Key takeaways
- CryptoQuant finds the exchange whale ratio at 0.64 -- highest since October 2015 -- with large holders driving 64% of all Bitcoin inflows to exchanges
- Bitcoin exchange inflows hit 60,000 BTC on February 6 -- highest since November 2024 -- then dropped 60% on the 7-day moving average
- Net Tether inflows to exchanges fall from $616 million in November 2025 to $27 million, signaling shrinking buy-side dry powder
Whale Domination at a Decade High
Large Bitcoin holders are now the dominant force in exchange flows. CryptoQuant's latest on-chain analysis shows the exchange whale ratio -- the share of total exchange inflows attributable to the top 10 deposits by volume -- climbed to 0.64 in February, the highest reading since October 2015. That means 64% of all bitcoin flowing onto exchanges is coming from a handful of large holders. The average inflow per transaction rose to 1.58 bitcoin, the highest since June 2022, pointing to larger individual deposit sizes rather than a broad retail-driven exodus.
There is an important nuance worth flagging. Separate reports have noted that whales are accumulating after a prolonged period of selling. Both readings can hold simultaneously: large holders can be net buyers on certain wallets while liquidating out of others.
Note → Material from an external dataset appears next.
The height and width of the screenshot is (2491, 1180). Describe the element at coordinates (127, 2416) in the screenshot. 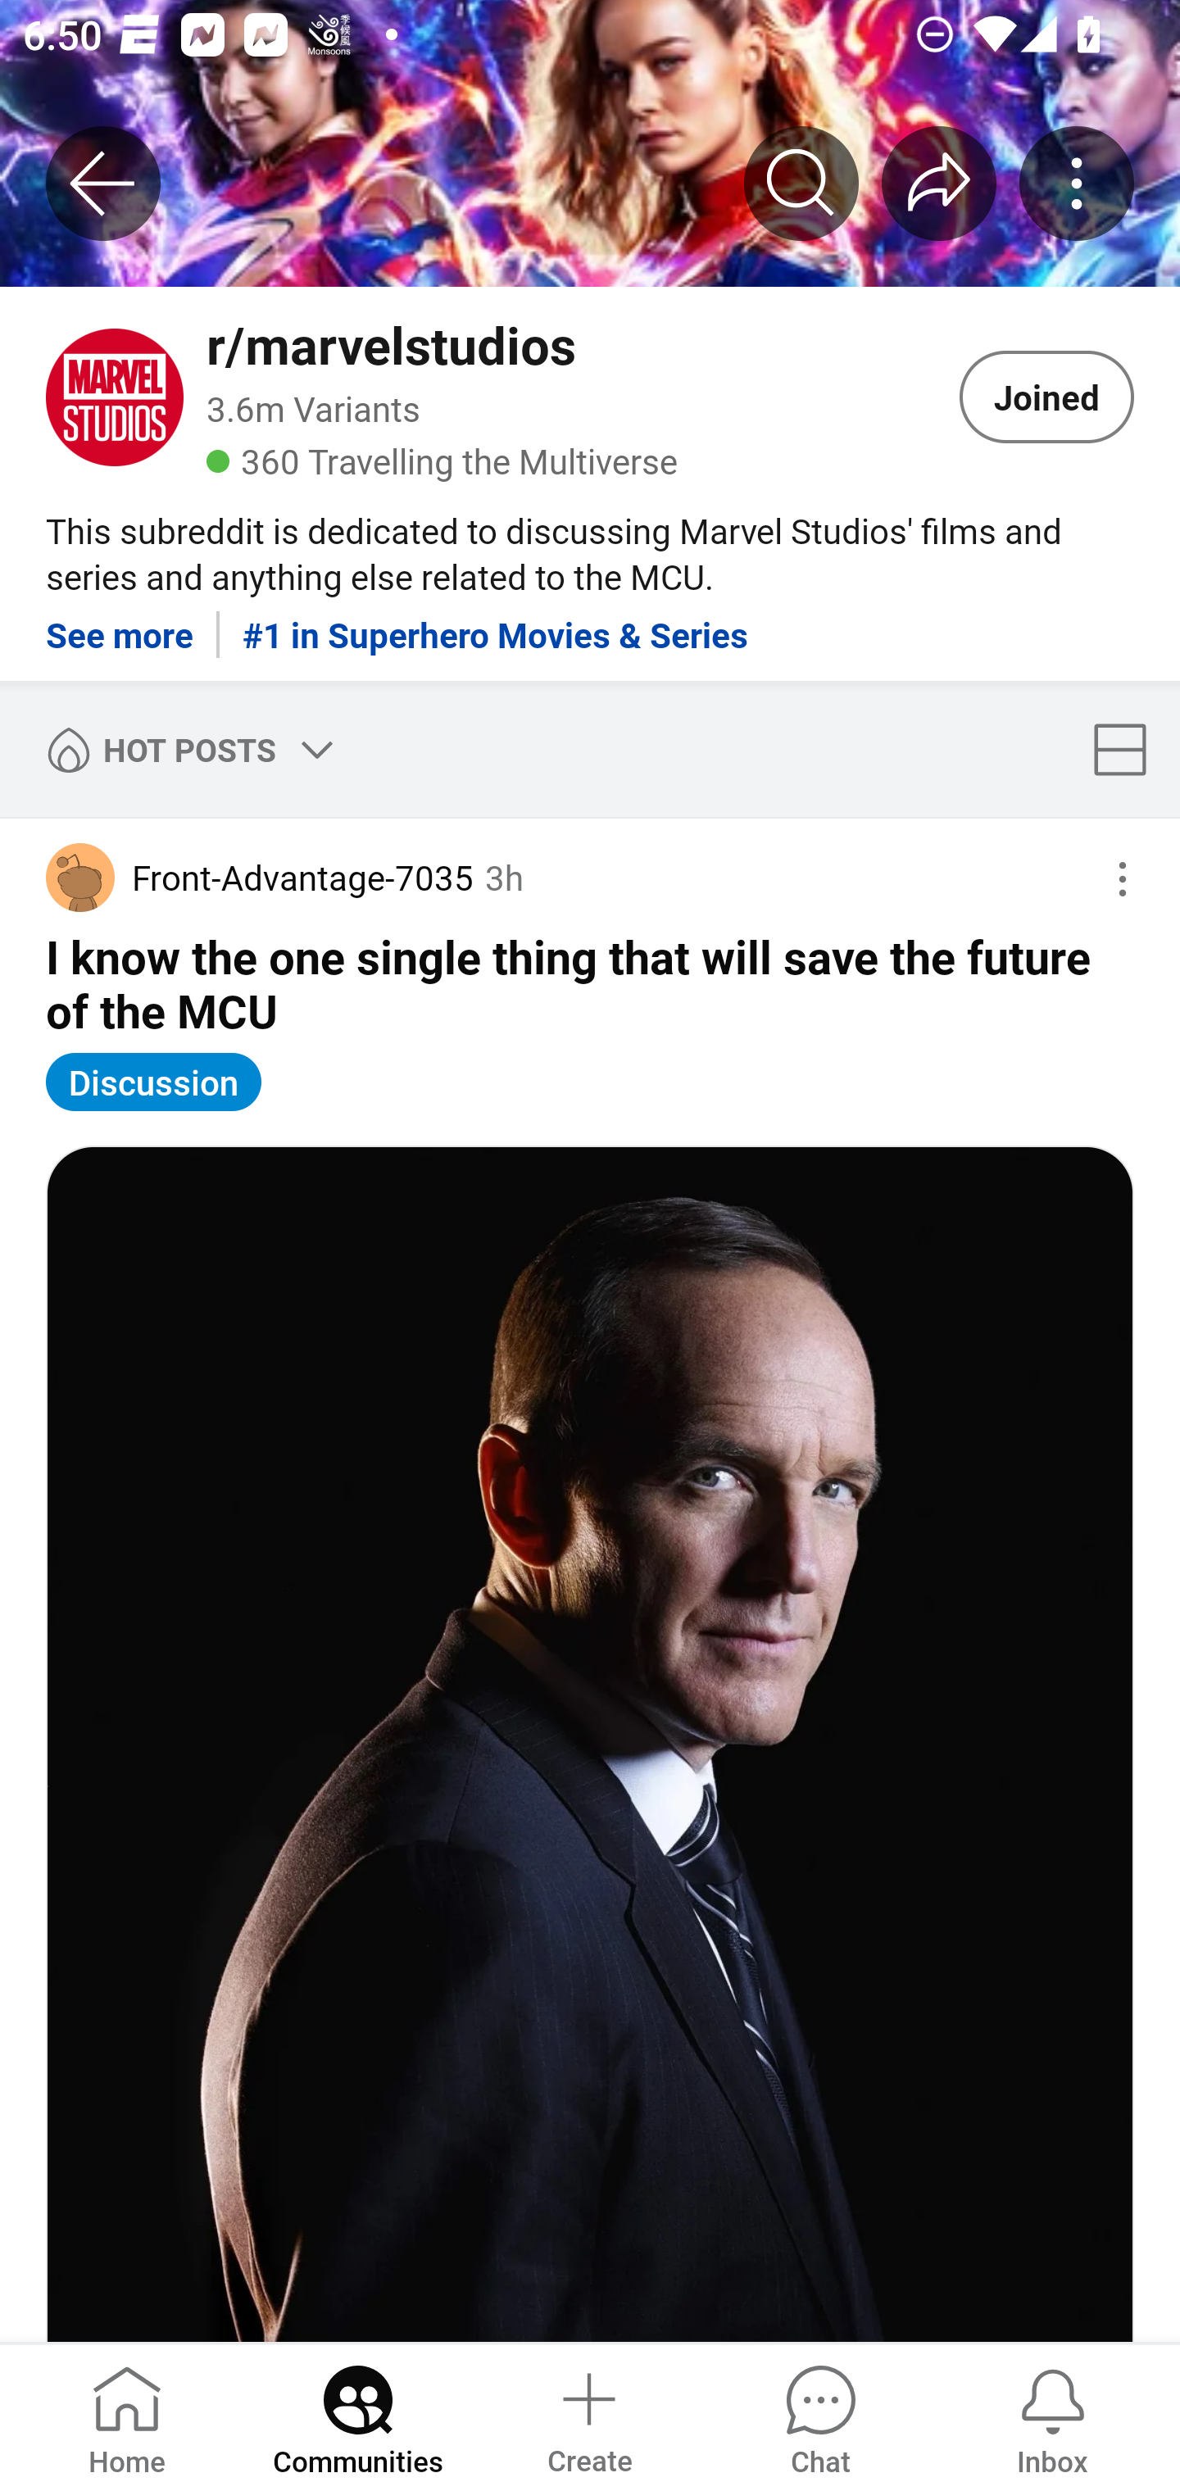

What CryptoQuant's exchange flow data establishes is that even if net accumulation is occurring among large holders, they remain the dominant source of sell-side pressure reaching exchanges.
Sell Pressure Easing but Not Gone
The acute phase of the sell-off appears to have cooled. Total exchange inflows peaked at around 60,000 BTC on February 6 -- the highest single-day reading since November 2024 -- before dropping roughly 60% on the 7-day moving average. The spike-and-drop pattern is consistent with a short-term flush rather than a sustained distribution campaign. But the underlying whale ratio remaining at 0.64 means the structural composition of exchange inflows has not normalized. Large holders still dominate who is selling.
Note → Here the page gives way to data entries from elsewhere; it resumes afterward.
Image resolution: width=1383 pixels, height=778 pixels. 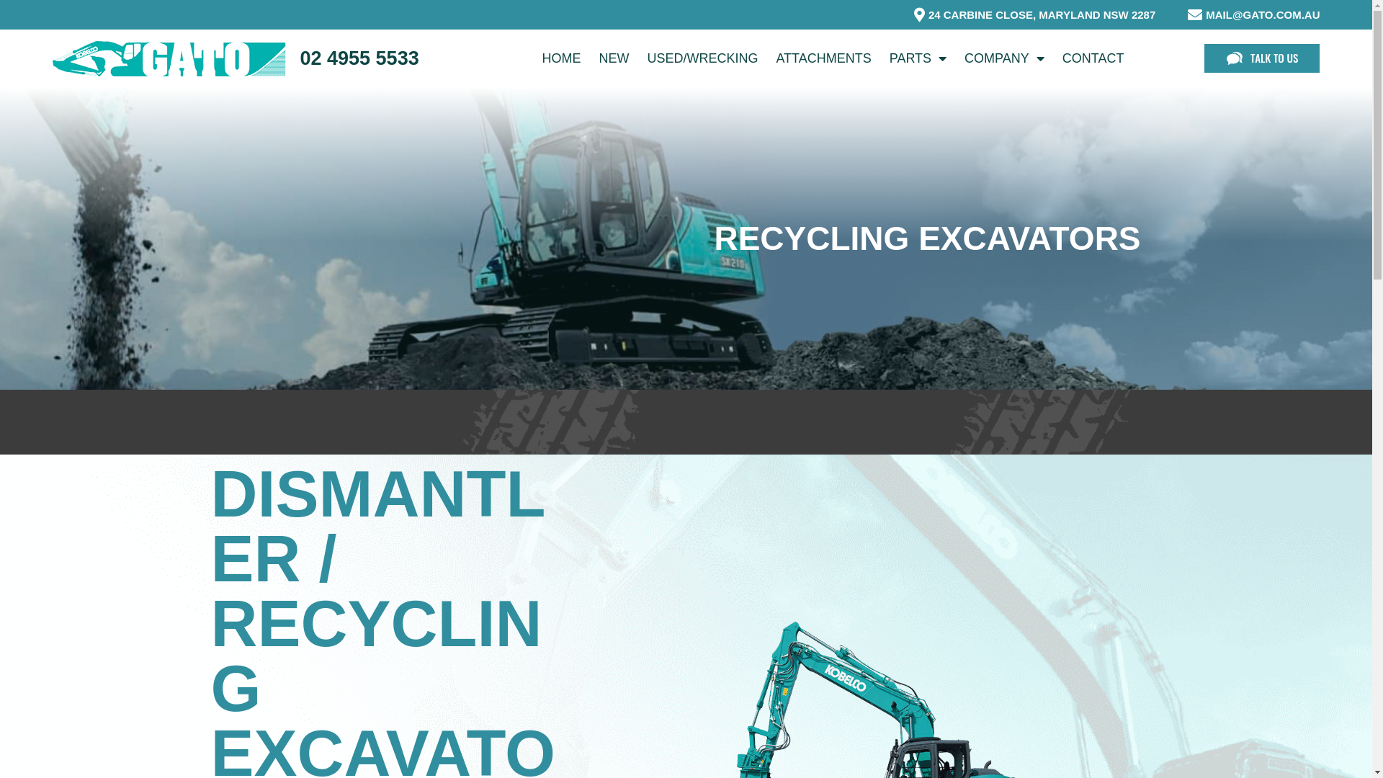 What do you see at coordinates (1252, 14) in the screenshot?
I see `MAIL@GATO.COM.AU` at bounding box center [1252, 14].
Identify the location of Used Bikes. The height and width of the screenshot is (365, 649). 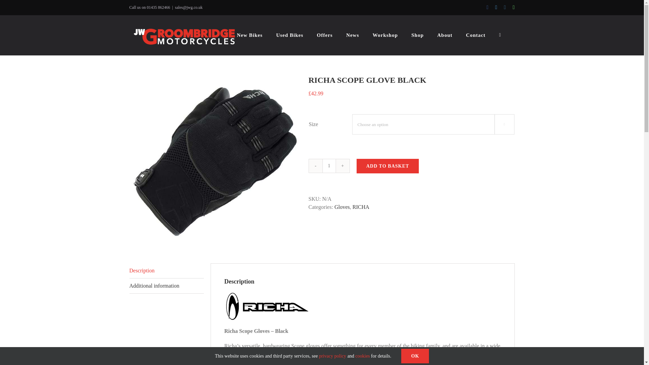
(289, 35).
The stablecoin picture adds another layer. Net Tether inflows to exchanges fell from $616 million in November 2025 to $27 million currently -- a roughly 96% decline. Tether inflows to exchanges are a proxy for new capital entering the market ready to buy. That dry powder is not there right now.
Why It Matters
On-chain data does not tell you what whales will do next -- it tells you what they are doing now. Right now, the largest holders account for nearly two-thirds of the sell-side on exchanges. That is not a narrative. It is a flow. Retail Bitcoin buyers absorb what whales put on the market, and the stablecoin data suggests the absorptive capacity is thin. The stablecoin drain is the bigger structural concern. Bitcoin's price does not recover on sentiment alone -- it recovers when capital comes back in. Right now, the capital is pointed the other way.